PP33A-2283
Lacustrine records of continental climate in northwest Greenland through the Holocene and Last Interglacial

Wednesday, 16 December 2015
Poster Hall (Moscone South)
Jamie Marie McFarlin1, Yarrow Axford1, Magdalena R Osburn1, G Everett Lasher1, Donna R Francis2, Meredith A Kelly3 and Erich C Osterberg4, (1)Northwestern University, Evanston, IL, United States, (2)University of Massachusetts, Amherst, MA, United States, (3)Dartmouth College, Department of Earth Sciences, Hanover, NH, United States, (4)Dartmouth College, Hanover, NH, United States
Abstract:
Lake sediment records provide opportunities for high-resolution observations of paleoclimate that help to place modern climate change in geologic context. Here we present a terrestrial record of July air temperature for northwest Greenland (Nunatarssuaq, ~25 km east of the Thule Air Base) through the Holocene and a prior warm period, inferred from subfossil insect remains (Chironomidae) preserved in lacustrine sediments. In addition, we discuss ongoing work in characterizing the sources and isotopic composition of leaf waxes preserved in the same sediments.

Multiple parallel sediment cores were collected in the summers of 2012 and 2014 from Wax Lips Lake (informal name), a non-glacial lake situated <2 km from the current margin of the Greenland Ice Sheet. Radiocarbon ages were obtained on aquatic mosses from intact laminae, and indicate that the record spans the Holocene, beginning at ~10.4 ka, as well as an interval beyond the range of 14C (>44 ka) and thus predates the Last Glacial Maximum (LGM). Our results demonstrate temperatures warmer than present through the early and mid Holocene followed by cooling in the late Holocene.

Material that pre-dates the LGM contains insect assemblages indicating temperatures warmer than the warmest millennia of the Holocene. We interpret this material as most likely dating to the Last Interglacial Period (MIS 5). Along with assemblages of Chironomidae, we find subfossil Chaoboridae in one section of the pre-LGM sediments, suggesting exceptionally warm conditions based upon the distribution of modern-day Chaoborus. We find abundant n-alkanes and n-acids are preserved in the Holocene and pre-LGM sediments, allowing for complementary compound-specific δD analyses and identification of organic matter source in addition to chironomid derived temperature records.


YOUR OBJECTIVE »
Only the number is wanted: how many lines below include "panel"?

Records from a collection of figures
^^^^^^^^

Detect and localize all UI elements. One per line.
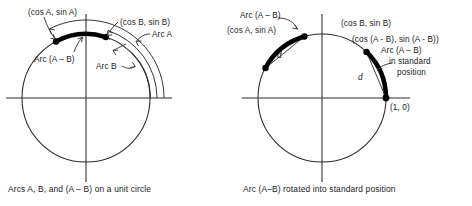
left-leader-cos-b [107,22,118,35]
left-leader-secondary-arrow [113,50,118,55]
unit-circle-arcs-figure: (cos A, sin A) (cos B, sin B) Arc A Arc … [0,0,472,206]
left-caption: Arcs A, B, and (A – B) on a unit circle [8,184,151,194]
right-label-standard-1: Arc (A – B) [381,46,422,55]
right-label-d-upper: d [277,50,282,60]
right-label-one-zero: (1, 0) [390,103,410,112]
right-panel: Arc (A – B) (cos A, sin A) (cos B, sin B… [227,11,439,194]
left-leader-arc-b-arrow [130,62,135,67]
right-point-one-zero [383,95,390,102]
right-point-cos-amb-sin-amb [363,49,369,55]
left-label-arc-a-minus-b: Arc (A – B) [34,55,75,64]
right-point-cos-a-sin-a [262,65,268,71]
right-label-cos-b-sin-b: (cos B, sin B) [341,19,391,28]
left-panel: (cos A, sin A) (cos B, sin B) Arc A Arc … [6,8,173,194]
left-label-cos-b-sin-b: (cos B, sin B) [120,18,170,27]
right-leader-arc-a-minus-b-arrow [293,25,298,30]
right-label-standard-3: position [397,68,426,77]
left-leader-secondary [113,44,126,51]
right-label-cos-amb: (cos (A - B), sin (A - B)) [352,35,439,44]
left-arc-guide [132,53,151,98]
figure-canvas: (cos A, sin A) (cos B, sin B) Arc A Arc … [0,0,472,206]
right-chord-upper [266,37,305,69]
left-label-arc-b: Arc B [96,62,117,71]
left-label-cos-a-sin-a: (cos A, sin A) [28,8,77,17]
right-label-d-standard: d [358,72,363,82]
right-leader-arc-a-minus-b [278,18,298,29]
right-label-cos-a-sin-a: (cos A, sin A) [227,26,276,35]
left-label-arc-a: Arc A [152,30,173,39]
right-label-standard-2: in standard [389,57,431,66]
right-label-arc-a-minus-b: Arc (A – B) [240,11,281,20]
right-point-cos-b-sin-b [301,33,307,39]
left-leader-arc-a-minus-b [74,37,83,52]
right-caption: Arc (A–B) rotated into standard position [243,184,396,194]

^^^^^^^^

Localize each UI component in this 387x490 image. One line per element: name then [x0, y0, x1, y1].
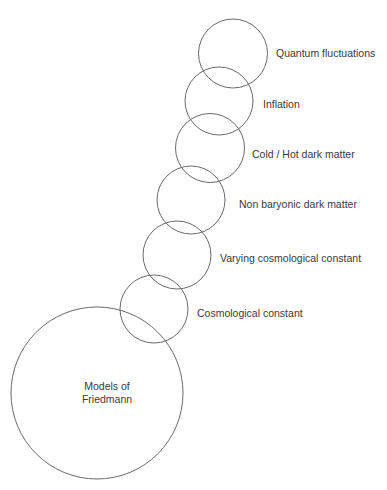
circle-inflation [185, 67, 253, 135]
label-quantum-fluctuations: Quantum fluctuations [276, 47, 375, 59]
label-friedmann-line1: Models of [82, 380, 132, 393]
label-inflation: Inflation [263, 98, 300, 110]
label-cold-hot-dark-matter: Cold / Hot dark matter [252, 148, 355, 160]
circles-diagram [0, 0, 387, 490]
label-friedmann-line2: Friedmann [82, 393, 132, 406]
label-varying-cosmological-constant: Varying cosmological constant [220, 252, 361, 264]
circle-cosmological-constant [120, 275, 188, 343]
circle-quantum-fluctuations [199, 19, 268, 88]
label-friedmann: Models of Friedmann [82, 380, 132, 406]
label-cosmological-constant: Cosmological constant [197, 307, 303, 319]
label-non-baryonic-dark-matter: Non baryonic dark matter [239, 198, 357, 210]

^^^^^^^^

WORKED SOLUTION »
2